Monday, Jul. 05, 1971
The Politics of Cancer
Next to heart disease, cancer kills more Americans than any other ailment. Some 335,000 people, half of them under 55, will die of cancer this year in the U.S.; one out of every four Americans now living, some 52 million people, will contract the disease at some time during their lives. For many of those who do, the prognosis is poor. Doctors can often slow or even halt the progress of cancer by surgery, radiation and drugs; but, though researchers have uncovered many disparate clues (TIME, April 19), they do not yet understand the workings of most forms of the disease, let alone how to cure it.
The numbers afflicted and the deadly nature of cancer have made it a subject of national concern, and one that is increasingly catching the attention of politicians. Republicans and Democrats alike are convinced that cancer can be cured by massive infusions of money. Sensing the political benefits to be reaped from such a victory, both parties have been maneuvering since January to gain the advantage in a fight over the fight against cancer. Now their battle is about to end in a draw that will assure an equal division of the political credit, but may also produce more promise than prophylaxis for the victims of the disease.
Old Idea. The idea that the best prescription for cancer is financial is an old one. Mary Lasker, the longtime medical philanthropist, has strenuously urged the nation to commit more of its resources to the search for a cancer cure. She has argued that the National Cancer Institute, an arm of the National Institutes of Health, lacks the means to exploit many of its important findings. Last year Mrs. Lasker picked up some powerful support in Congress when a special commission put forth her favorite proposal: a $6 billion investment in cancer research during the coming decade and creation of a new, NASA-type National Cancer Authority outside the NIH to oversee the search for a cure. Senator Edward Kennedy, who succeeded Texas' Ralph Yarborough as chairman of the Senate subcommittee on health, put his own imprimatur on the commission's proposal and submitted the recommendations as legislation.
President Nixon, meanwhile, had moved quickly to regain the initiative. In his State of the Union speech last January, Nixon asked Congress to increase its cancer-research budget of $232 million by $100 million. But, contrary to the Senate subcommittee's proposal, the Administration urged that any cancer-cure program be kept within the existing structure of the NIH.
The reasons were managerial, not medical. Administration officials feared that creation of the superagency would trigger demands for similar organiza tions to fight heart disease and other illnesses. That in turn might lead to the ultimate dismemberment of the NIH, which conducts a wide variety of medical and training programs. They also worried that the NASA-type agency proposed by Kennedy would rapidly develop its own constituency on Capitol Hill, where few Congressmen would publicly oppose rising expenditures aimed at curing cancer.
Many scientists shared the Administration's reservations. James Shannon, a director of the NIH from 1955 to 1968, argued that biomedical research could no longer be judiciously balanced if the attack on one specific problem was assigned to a special authority. Philip Lee, chancellor of the University of California, San Francisco, warned that "a separate cancer agency would immediately create competition for funds and scientific talent."
Backers of an independent agency, however, maintained that a concerted effort is needed to exploit recent progress toward understanding the causes of cancer and ultimately develop a cure.
The result of this conflict was a compromise. Kennedy agreed to the creation of a new, ambitiously named Conquest of Cancer Agency within NIH, yet administratively independent. The agency's director would be appointed by the President and responsible to him. Its budget requests would bypass NIH and go directly to the White House's Office of Management and Budget. Despite reservations, the Administration accepted Kennedy's proposal. The compromise bill will be reported out of the Senate Labor and Welfare Committee this week.
Momentum of Discovery. Creation of the new agency will allow both parties to claim political credit for taking action against cancer. It will also make more money available for basic research, which, according to Dr. James Holland of Roswell Park Memorial Institute in Buffalo, will "increase the momentum of discovery." But it is unlikely to produce real results with anything even remotely resembling the speed of the Manhattan and Apollo Projects, with which it has been compared.
The reasons are obvious to medical researchers. Scientists understood the principles of nuclear fission long before they undertook to build an atomic bomb, and grasped the physical principles of spaceflight before they attempted to send a rocket to the moon. They have no such unified store of fundamental knowledge about cancer. Says Columbia University Researcher Sol Spiegelman: "An effort to cure cancer at this time might be like trying to land a man on the moon without knowing Newton's laws of motion." A better-funded research effort could help science to understand more about the many diseases that are cancer. But until that groundwork is done, any talk of curing cancer may well raise false hopes--and lead to disappointment.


Work to complete
Wherever "resolution" turns up in a line of the entries below, that line counts. Say how many such lines there are, with no other words.

Dataset records
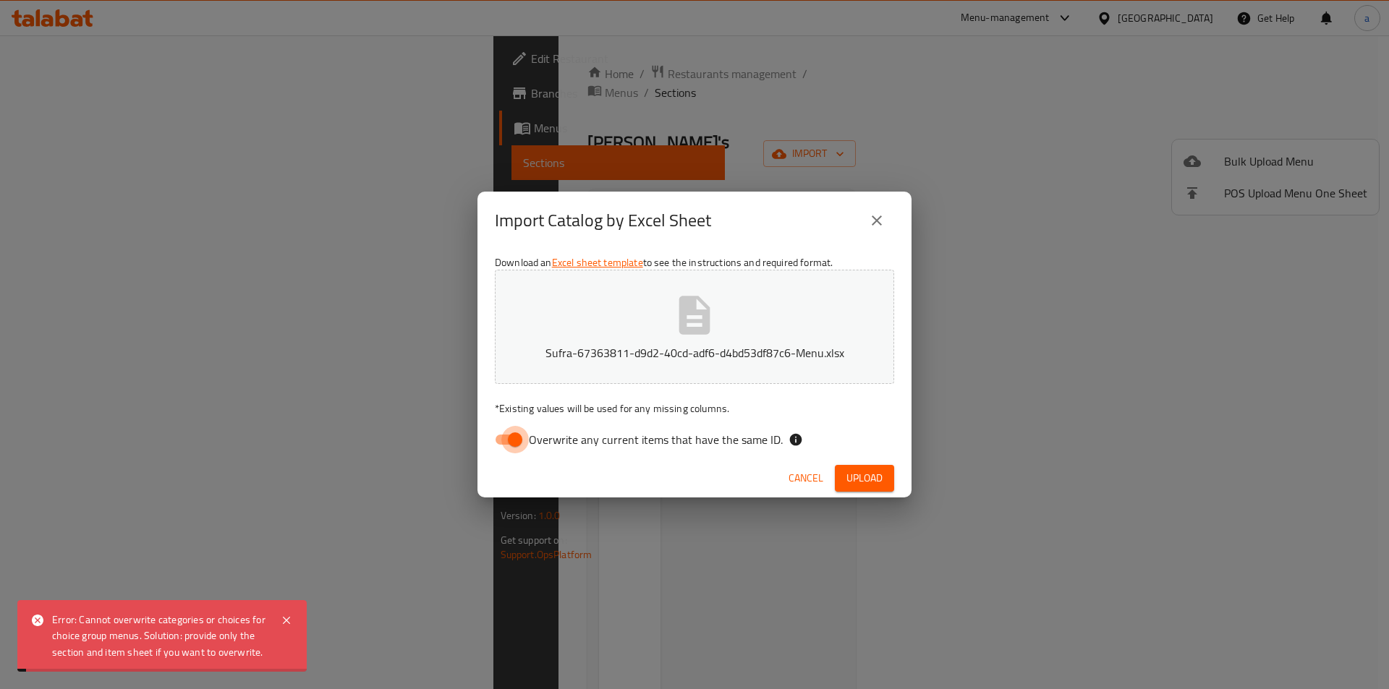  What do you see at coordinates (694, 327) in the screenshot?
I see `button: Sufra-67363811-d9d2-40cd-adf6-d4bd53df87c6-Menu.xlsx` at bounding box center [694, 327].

==

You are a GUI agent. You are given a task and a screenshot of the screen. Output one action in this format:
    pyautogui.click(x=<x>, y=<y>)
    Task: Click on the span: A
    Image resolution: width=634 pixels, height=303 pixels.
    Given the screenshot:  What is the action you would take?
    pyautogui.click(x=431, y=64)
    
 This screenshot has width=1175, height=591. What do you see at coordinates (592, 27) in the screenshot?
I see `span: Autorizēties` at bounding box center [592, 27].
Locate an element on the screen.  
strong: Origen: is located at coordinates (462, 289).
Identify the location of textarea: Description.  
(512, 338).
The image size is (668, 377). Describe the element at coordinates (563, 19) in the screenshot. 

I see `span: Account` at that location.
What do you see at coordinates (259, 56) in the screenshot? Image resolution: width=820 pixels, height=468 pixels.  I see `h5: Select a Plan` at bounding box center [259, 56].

Result of this task
2